Posted by Christopher Stevenson
Let's talk about blogs for a moment. Everyone and his brother has a blog. Many are quite good, but few really capture the readers' attention and bring them back again and again. (Of the 75 feeds I have in Bloglines, I only read 10 or 12 regularly. How many do you read?) What makes the difference? Storytelling.
Today, thanks to the Associated Press, I found WWI: Experiences of an English Soldier. It's a blog that posts in chronological order the letters between William Lamin, a soldier fighting World War I, and his family in England. Each letter is posted exactly 90 years after it was written, so the story unfolds as the letters are posted. William's fate is revealed only through his own written words. Here's a sample:
3rd October 1917
Dear Jack
Just a line to let you know I’m going on all right. In my last letter I told you we was waiting for the lads coming out well that night I had to go up the line to help them out with the guns. we brought them part way in the lumber waggons on the way we had a smash a motor lorry ran into us smashed the wheels of the lumber wagon and tipped us all out but we only got a few bumps which we are used to. Three days after, we were called up the line again of course I went this time. We had to go to the front line were it was on the Menin Road no doubt you have heard about it. We were there for three days it was awful the shelling day and night. We relieved the KOYLI about 10 o’clock and what do you think Fritz came over about 5 o’clock next morning we had an exciting time for about one hour and a half I can tell you. but we beat him off he never got in our trenches he was about two hundred strong it was a picked storming party so the prisoners say that captured, they brought liquid fire with them and bombs and all sorts but not many got back we had twenty casuals and the captain got killed a jolly good fellow too. I was pleased to get out of it but did not feel nervous when I saw them coming over. No 1 in our section was on the gun and we used our rifles. Our Coy as to go before the general for the good work we have done. We have just been given a long trousers again as we have had had Short ones all summer. I hope you are going on alright as was pleased to hear you are keeping in good health, write again as soon as possible. I am always ready for a letter. I think the mug will be very nice for Willie
With best love
Harry
I've come to the party a year late, but have gone back into the archives to see how the blog began. I find it nearly impossible not to get engrossed in William's story. His letters are simple, but telling. I find myself in the shoes of his family, wondering what it must be like to be fighting the war. And I'm not the only one. Thousands of people are reading William's letters and are being introduced to WWI in a way that our high school history books could never convey.
There's power in storytelling. We can preach financial literacy and cite facts all we want, but the message can't be conveyed without a story. Be sure to share yours.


* _Aim of the exercise_: Copy the data exactly. Images are to be left out.

* _Dataset records_:
──────────────────────────────
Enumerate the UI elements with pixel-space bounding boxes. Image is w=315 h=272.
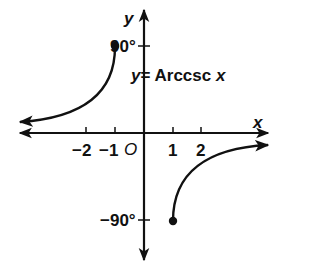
y-axis-label: y: [123, 9, 135, 28]
x-tick-label-neg2: −2: [72, 141, 91, 160]
right-branch-endpoint: [169, 217, 177, 225]
x-tick-label-1: 1: [168, 141, 177, 160]
y-tick-label-neg90: −90°: [100, 211, 136, 230]
equation-var: x: [215, 66, 227, 85]
equation-rhs: = Arccsc: [140, 66, 215, 85]
x-axis-label: x: [252, 113, 264, 132]
equation-label: y= Arccsc x: [130, 66, 227, 85]
y-axis: [138, 10, 150, 260]
arccsc-graph: y x O −2 −1 1 2 90° −90° y= Arccsc x: [0, 0, 315, 272]
left-branch: [20, 42, 119, 122]
right-branch: [169, 145, 268, 225]
origin-label: O: [124, 140, 137, 159]
left-branch-endpoint: [111, 42, 119, 50]
x-tick-label-2: 2: [196, 141, 205, 160]
x-tick-label-neg1: −1: [99, 141, 118, 160]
──────────────────────────────
* _Response_:
Enumerate the UI elements with pixel-space bounding boxes. Image is w=315 h=272.
y-axis-label: y: [123, 9, 135, 28]
x-tick-label-neg2: −2: [72, 141, 91, 160]
right-branch-endpoint: [169, 217, 177, 225]
x-tick-label-1: 1: [168, 141, 177, 160]
y-tick-label-neg90: −90°: [100, 211, 136, 230]
equation-var: x: [215, 66, 227, 85]
equation-rhs: = Arccsc: [140, 66, 215, 85]
x-axis-label: x: [252, 113, 264, 132]
equation-label: y= Arccsc x: [130, 66, 227, 85]
y-axis: [138, 10, 150, 260]
arccsc-graph: y x O −2 −1 1 2 90° −90° y= Arccsc x: [0, 0, 315, 272]
left-branch: [20, 42, 119, 122]
right-branch: [169, 145, 268, 225]
origin-label: O: [124, 140, 137, 159]
left-branch-endpoint: [111, 42, 119, 50]
x-tick-label-2: 2: [196, 141, 205, 160]
x-tick-label-neg1: −1: [99, 141, 118, 160]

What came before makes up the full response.